## WHAT NEEDS TO BE DONE:
The expected answer is the data below, printed verbatim without its pictures.

Records from a data source
━━━━
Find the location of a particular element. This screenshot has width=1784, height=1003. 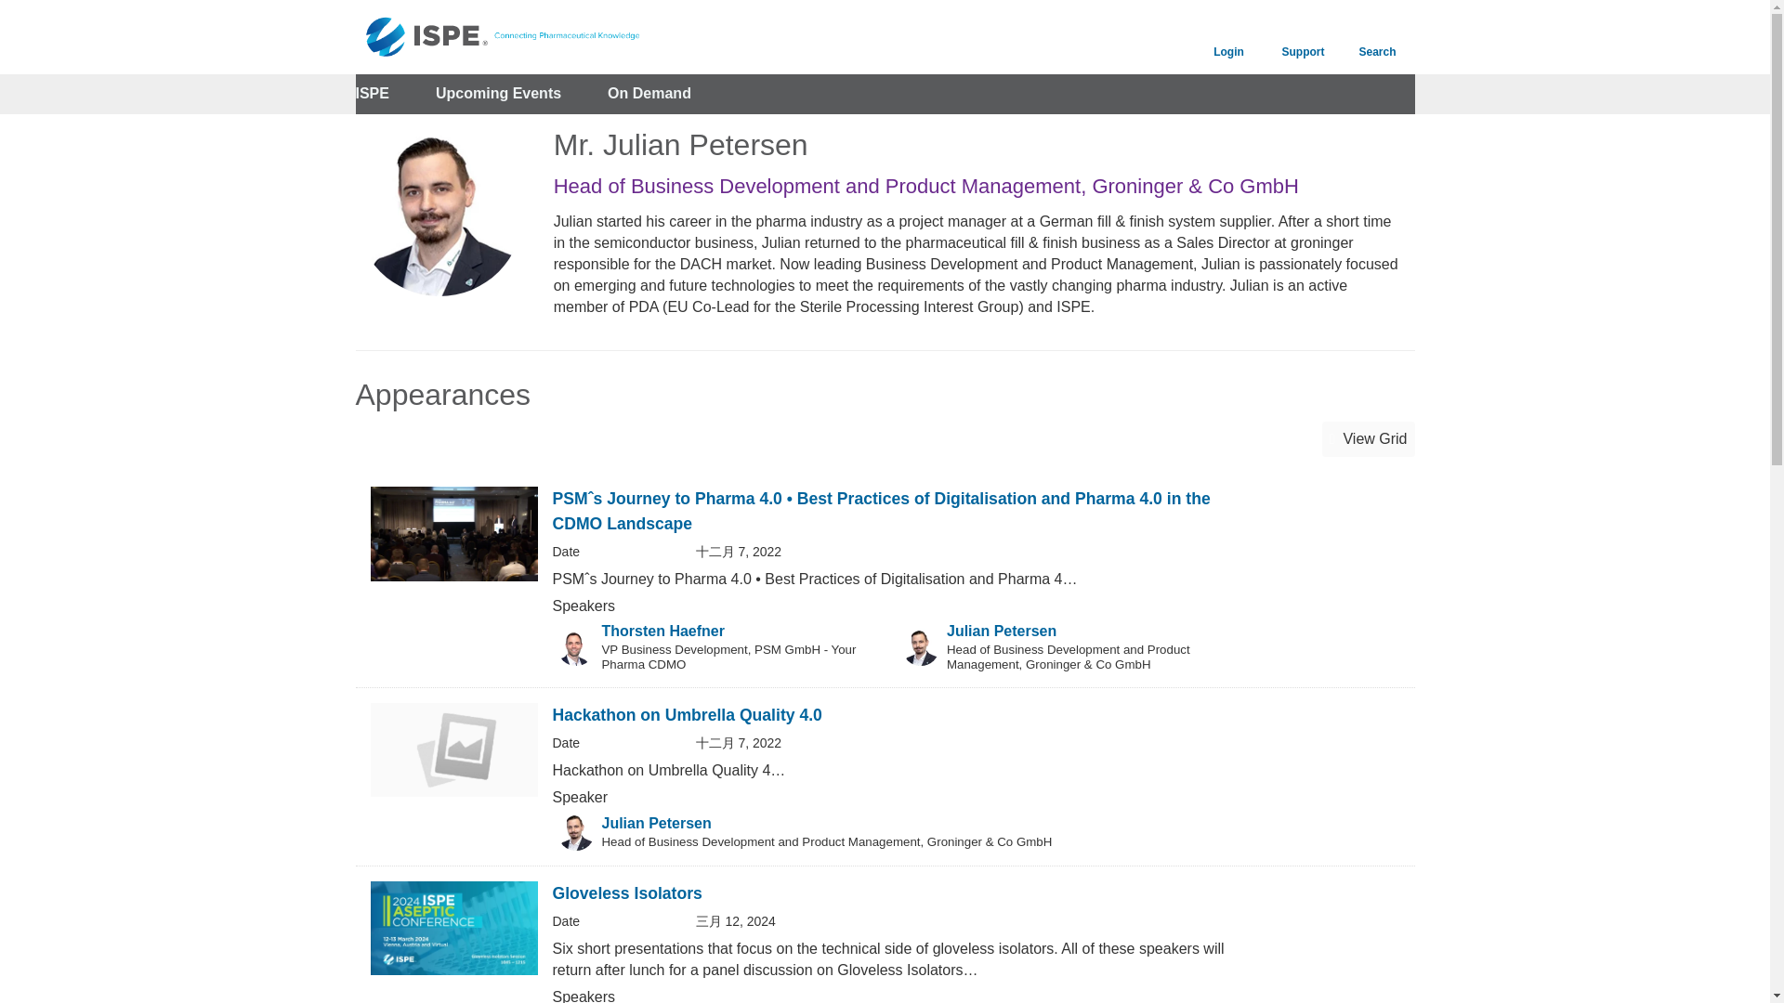

Search is located at coordinates (1377, 37).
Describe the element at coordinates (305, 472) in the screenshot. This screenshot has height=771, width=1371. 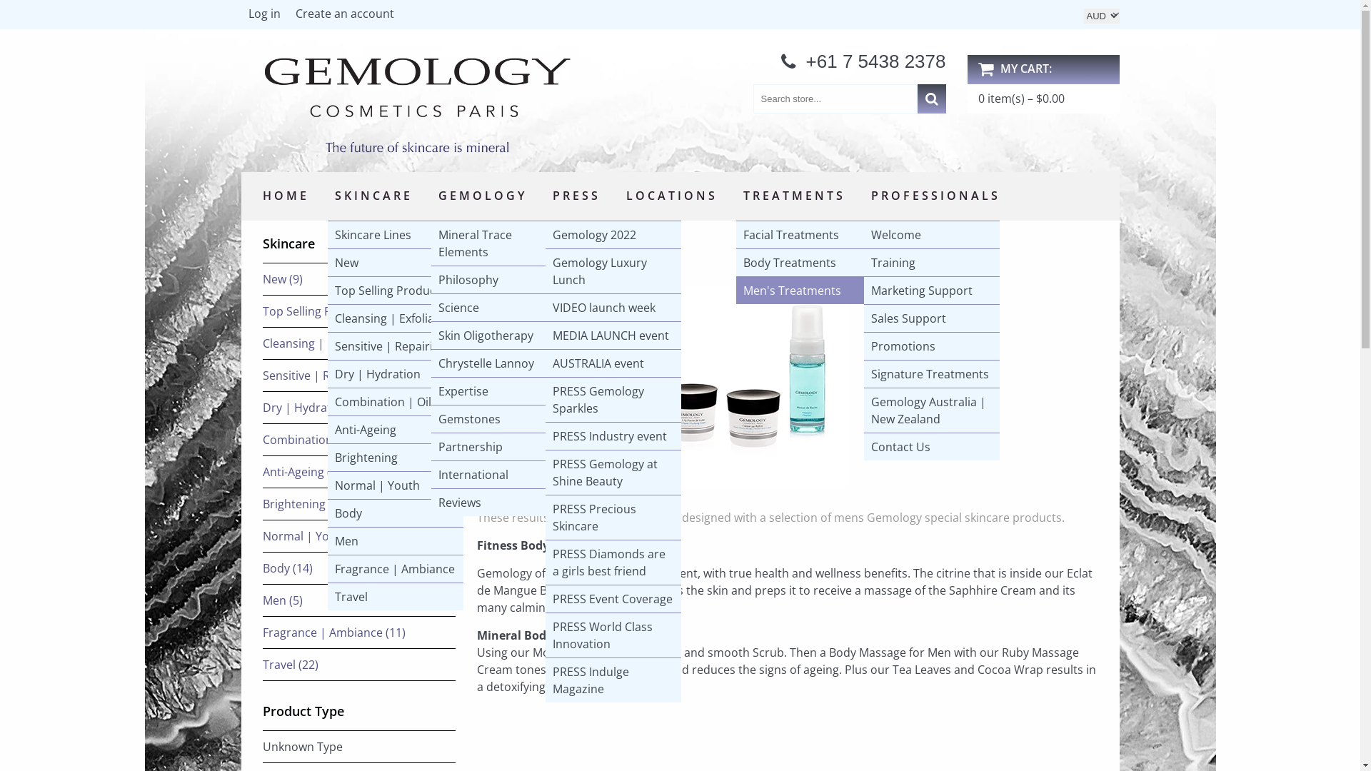
I see `Anti-Ageing (13)` at that location.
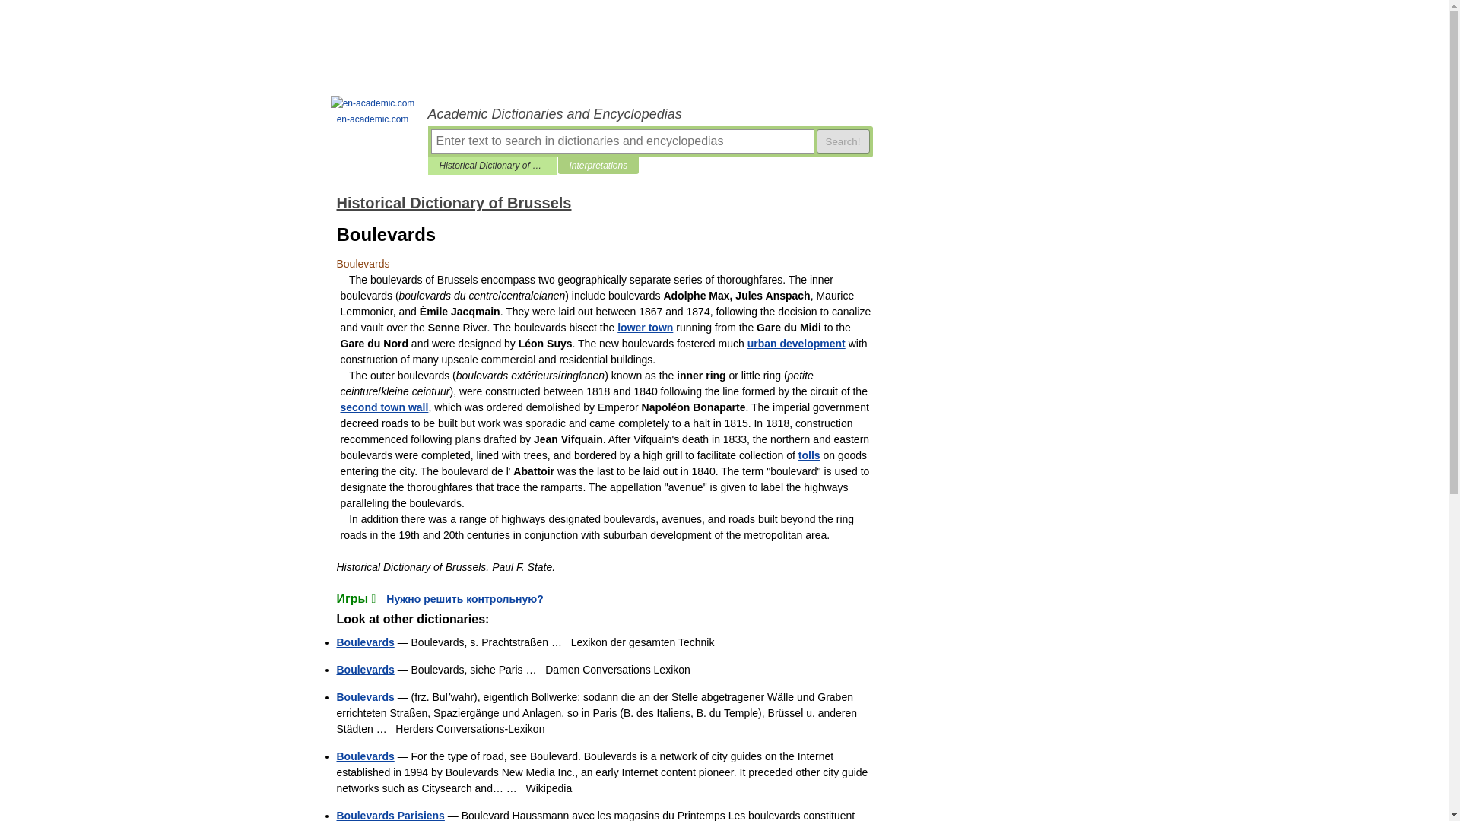  I want to click on second town wall, so click(385, 408).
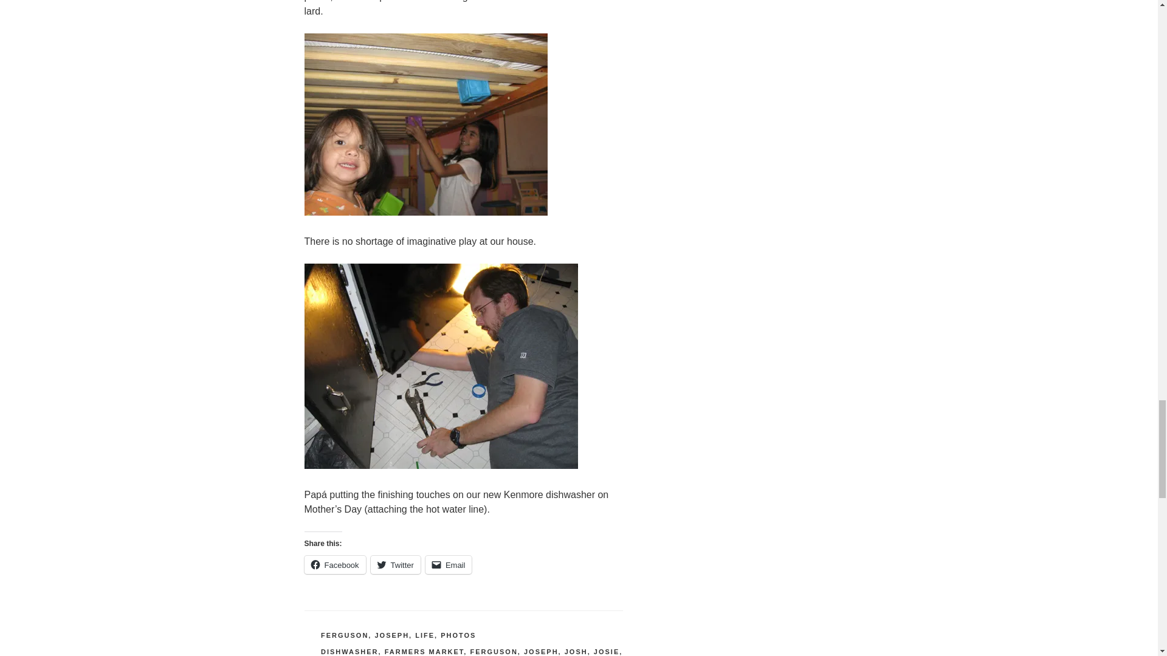 The width and height of the screenshot is (1167, 656). I want to click on Email, so click(449, 565).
━━━━
## TASK ANSWER:
Find the location of a particular element. This screenshot has width=1784, height=1003. 

Search is located at coordinates (1377, 37).
Describe the element at coordinates (305, 472) in the screenshot. This screenshot has height=771, width=1371. 
I see `Anti-Ageing (13)` at that location.
  I want to click on second town wall, so click(385, 408).
 The width and height of the screenshot is (1167, 656). I want to click on Email, so click(449, 565).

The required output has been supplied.